Which, by the way, sounds more likely to me than just a straight con job. Has any other con artist in history ever produced something comparable? In word count it's like half the full Lord of the Rings trilogy, for comparison. There was the Hitler Diaries, I guess, but a lot of the heavy lifting was done by matching up existing newspaper accounts and plagiarizing, and they were pretty quickly shown to be fake, and excessively tropey with known Hitler flourishes. Scientology and Hubbard's writings? Maaaaaaybe? Eh, no, not really. Connection is a bit weird, because he was quite literally a science fiction writer. Then took a detour into self-help psychology. Then gave some lectures. Then and only then near bankruptcy he starts dropping in spiritual-ish stuff, and boy is it a gradual process over decades.
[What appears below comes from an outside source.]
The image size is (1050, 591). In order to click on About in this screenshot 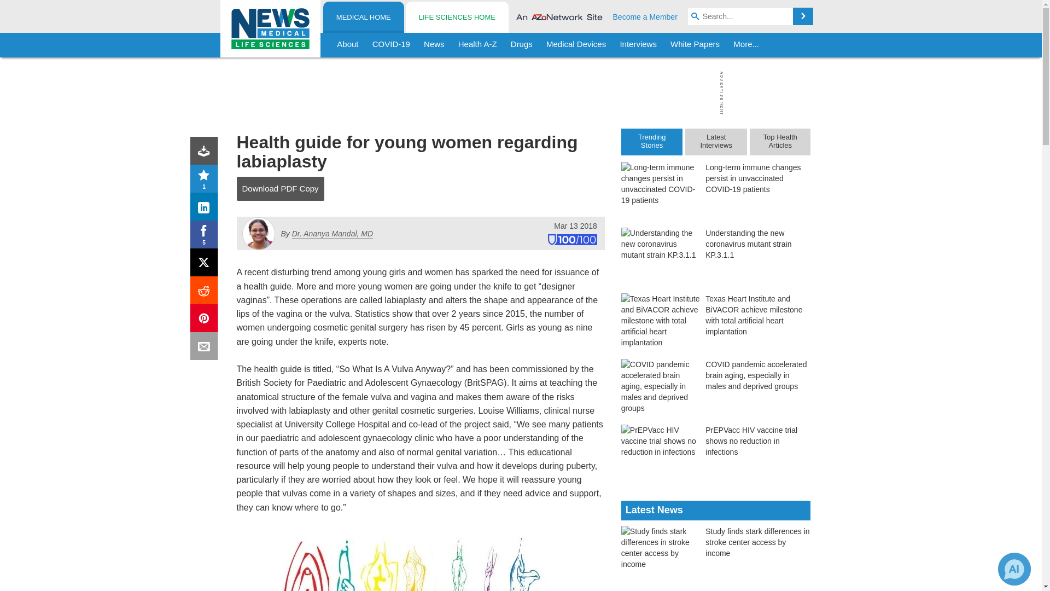, I will do `click(348, 45)`.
So yeah, prolific writer, but bad comparison, and he took decades to accomplish not half what Smith did in two months. Ellen G White of Seventh Day Adventist fame also was a book-writer and vision-haver. But her visions are atomic, continuations and plays on her normal writings, occur throughout her life, and don't have the same demand for consistency of course due to their nature. (Atheists might also note she was, in fact, literally knocked out with a rock as a child as the start of her spiritual awakening. I don't know enough to opine). The only other thing I know or have heard of would be the Ossian Poems, according to AI, where some guy in the 1700s wrote his own poems of warfare and romance with some maybe some legit old Gaelic inspiration, blended them together, then claimed to only be the translator of them (but refused to show the allegedly too-delicate manuscript). Still a bit of a far cry from the potent Book of Mormon claims and its own textual complexity.

No big surprises there :) There's a reason more books have been written about the Bible than any other topic!